Necklace arrangements = (n − 1)! / 2
Example. For 5 distinct beads on a necklace, (5 − 1)! / 2 = 24 / 2 = 12, because a flip gives the same necklace.
CAT Insight. Halve only when a mirror image counts as the same, like beads. Seats at a table do not flip.
10Mixed Facing In and Out
Mixed facings mean left and right differ from person to person.
Set left and right seat by seat, using each person's own facing
Example. If A faces centre and B faces out, A's right is anticlockwise while B's right is clockwise, so a shared clue splits into two readings.
Common Mistake.
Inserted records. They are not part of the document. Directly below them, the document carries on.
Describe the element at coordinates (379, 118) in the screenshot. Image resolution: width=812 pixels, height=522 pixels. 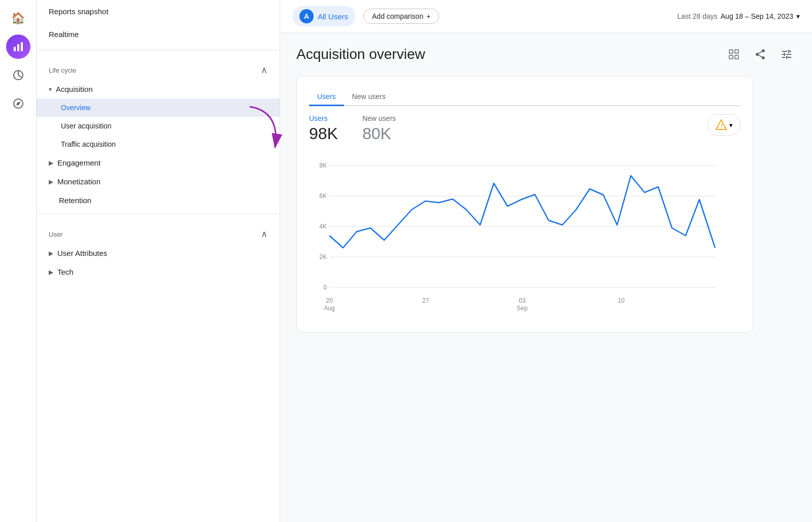
I see `new-users-metric-label: New users` at that location.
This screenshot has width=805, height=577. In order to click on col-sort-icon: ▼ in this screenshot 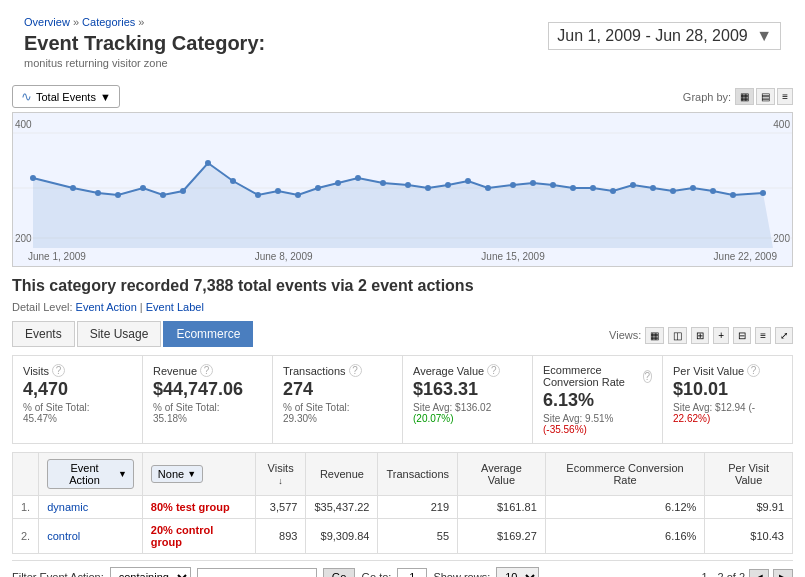, I will do `click(122, 474)`.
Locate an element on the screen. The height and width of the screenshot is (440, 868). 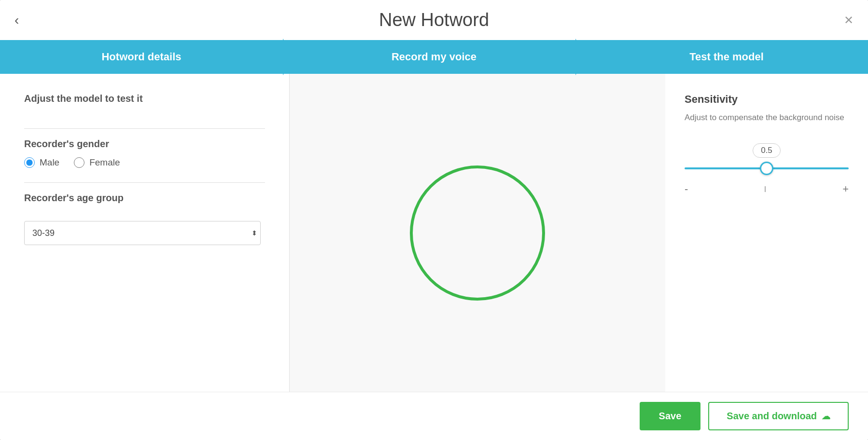
modal-footer: Save Save and download ☁ is located at coordinates (434, 416).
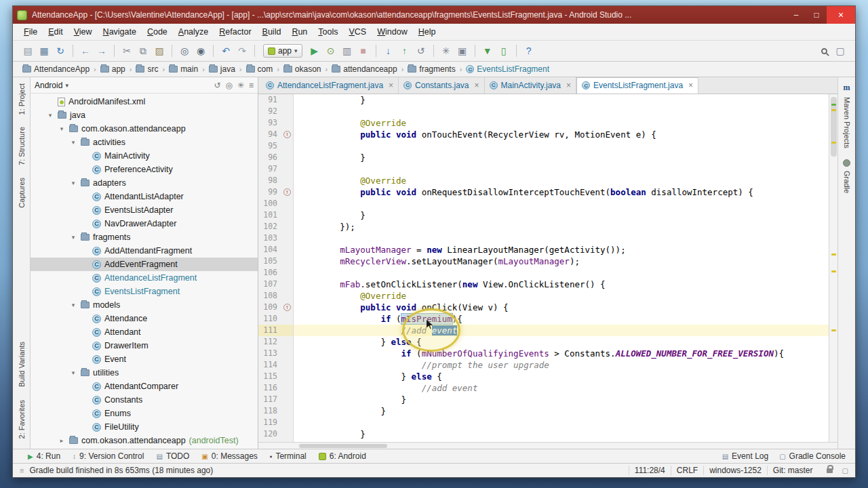 This screenshot has height=488, width=868. I want to click on search-everywhere-icon, so click(824, 51).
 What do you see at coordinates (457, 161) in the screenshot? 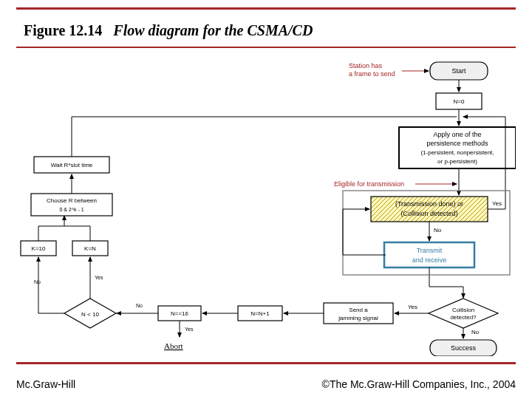
I see `apply-l4: or p-persistent)` at bounding box center [457, 161].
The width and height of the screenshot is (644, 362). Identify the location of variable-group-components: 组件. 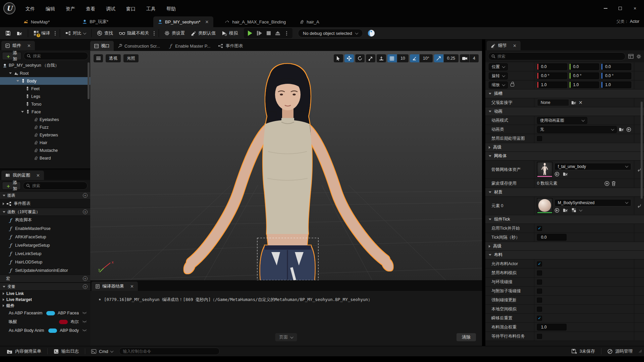
(45, 306).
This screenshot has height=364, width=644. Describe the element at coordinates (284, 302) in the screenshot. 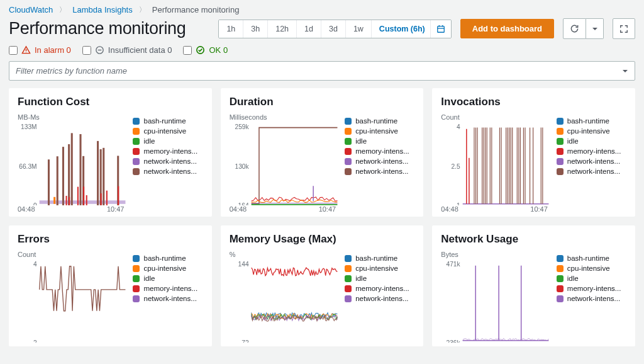

I see `chart-svg: 14472` at that location.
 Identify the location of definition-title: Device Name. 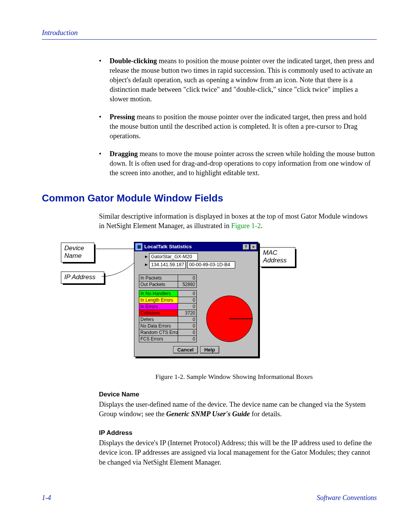
(238, 395).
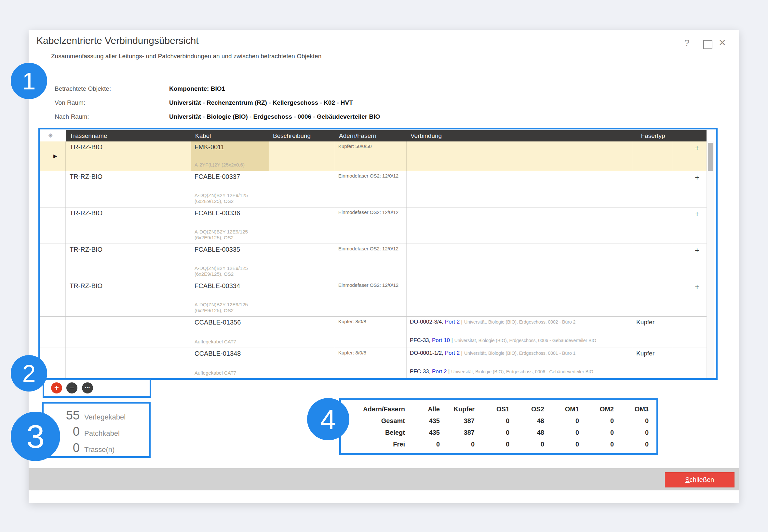  What do you see at coordinates (57, 388) in the screenshot?
I see `add-button: +` at bounding box center [57, 388].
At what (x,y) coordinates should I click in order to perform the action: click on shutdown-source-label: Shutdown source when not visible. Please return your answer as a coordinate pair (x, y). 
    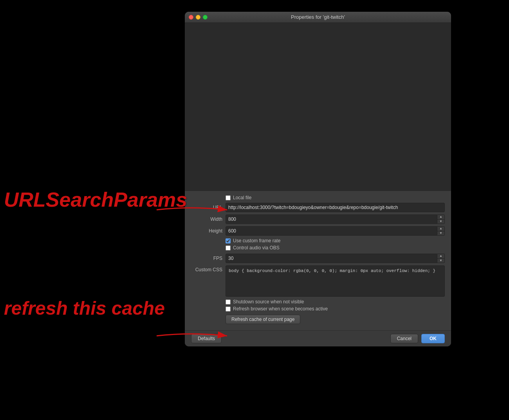
    Looking at the image, I should click on (269, 302).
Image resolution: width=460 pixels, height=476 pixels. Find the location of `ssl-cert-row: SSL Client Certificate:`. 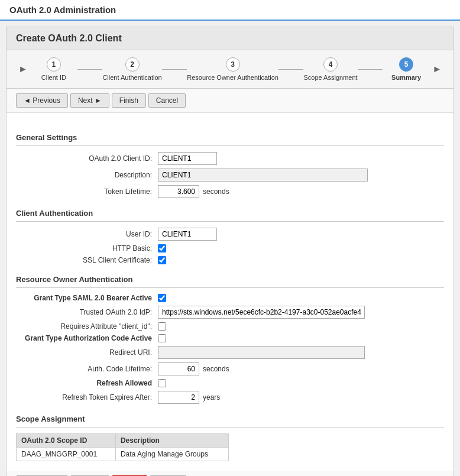

ssl-cert-row: SSL Client Certificate: is located at coordinates (230, 260).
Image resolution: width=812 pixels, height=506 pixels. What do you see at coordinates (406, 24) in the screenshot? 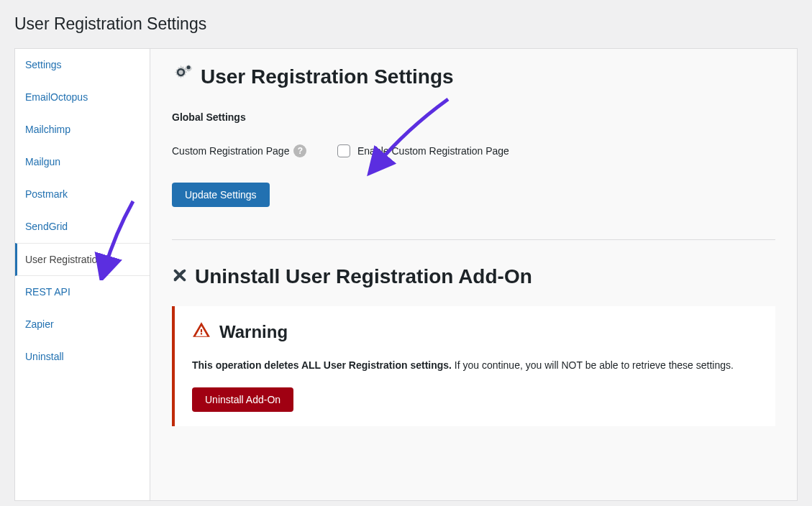
I see `page-title: User Registration Settings` at bounding box center [406, 24].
Never apply one left-right rule to the whole table when the facings are mixed.
11Distinct or Numbered Seats
If the seats are labelled, rotations are no longer the same.
Numbered seats around a circle = n!, not (n − 1)!
Example. 8 people in 8 numbered chairs around a table can sit in 8! = 40320 ways, since seat 1 differs from seat 2.
CAT Insight. Read whether the seats are labelled, since labels switch the count from (n − 1)! back to n!.
12Counting Kth to the Right
Count K seats in the stated direction, wrapping around the circle.
Kth to the right of X = move K seats clockwise, wrap seat n to 1
Example. In a circle of 7, the 4th person to the right of seat 6 is 6, then wrap to 7, 1, 2, 3, landing on seat 3.
CAT Hack. When the count runs past the last seat, keep going from the first, because the ring has no end.
13Case-Splitting on Facing
When facing or direction is unclear, build each case and test it.
2 possible readings → draw both circles, keep the one that fits
Example. If a clue works clockwise or anticlockwise, draw both rings, apply the rest of the clues, and drop the ring that breaks a rule, often leaving one.
CAT Hack. Split on facing or direction early, because guessing it wrong wastes the whole diagram.